In summary, this work provides a feasible preparation method of the SPCM using LDPE as a carbon source by solvent heat and potassium acetate activation for Cr (VI) removal. The SPCM has sulfur/oxygen-containing functional groups and abundant pore structure, exhibiting a Cr (VI) removal amount of 250.4 mg g-1. The adsorption kinetics and isotherms models are used to describe the Cr (VI) removal process. The SPCM has strong anti-interference performance and excellent cyclic stability in the Cr (VI) removal process. The Cr (VI) removal mechanism is analyzed and investigated. Besides, SPCM could act as a promising anode material for lithium-ion batteries, showing promising potential in energy storage.

Acknowledgment

The authors would like to express their gratitude to the Specialized Research Fund for Fundamental Research Program of Shanxi Province (202403021211071) for financial support.

CRediT authorship contribution statement

Lv Chao: Conceptualization, Methodology, Supervision, Writing - review & editing.
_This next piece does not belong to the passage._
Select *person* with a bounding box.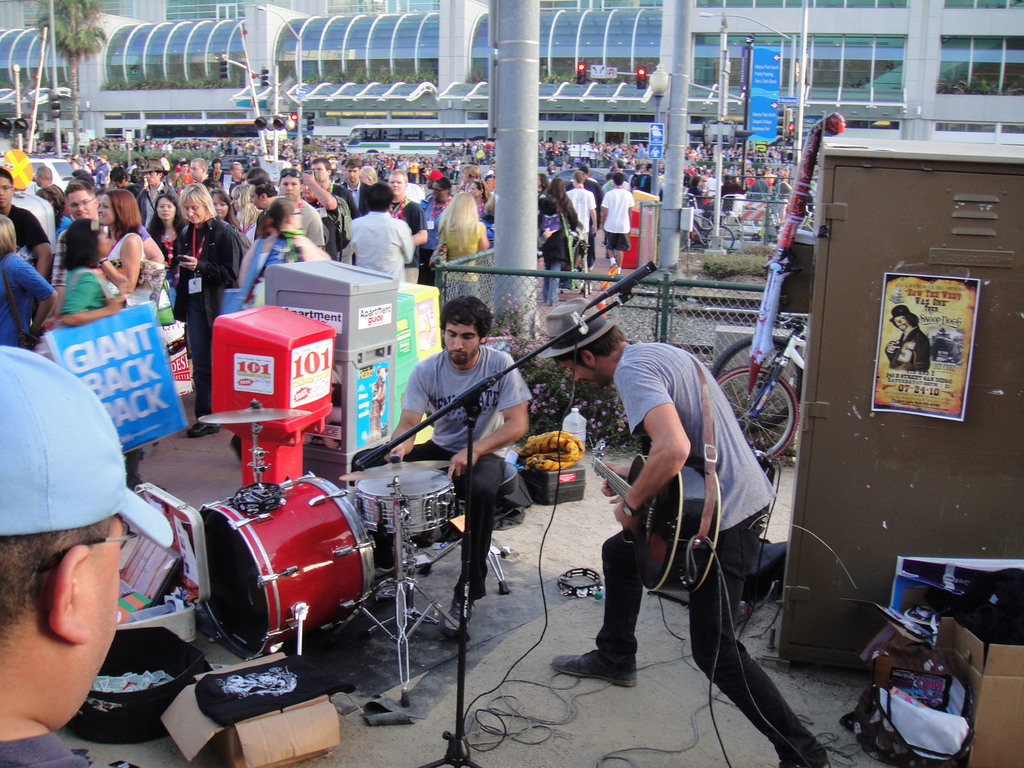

Xiangwang Zeng: Conceptualization, Formal analysis, Investigation, Writing-original draft.

Declaration of competing interest

The authors affirm that there are no known financial competing interests or personal relationships that could potentially influence the work presented in this paper.

Declaration of generative AI and AI-assisted technologies in the writing process

The authors confirm that there was no use of artificial intelligence (AI)-assisted technology for assisting in the writing or editing of the manuscript, and no images were manipulated using AI.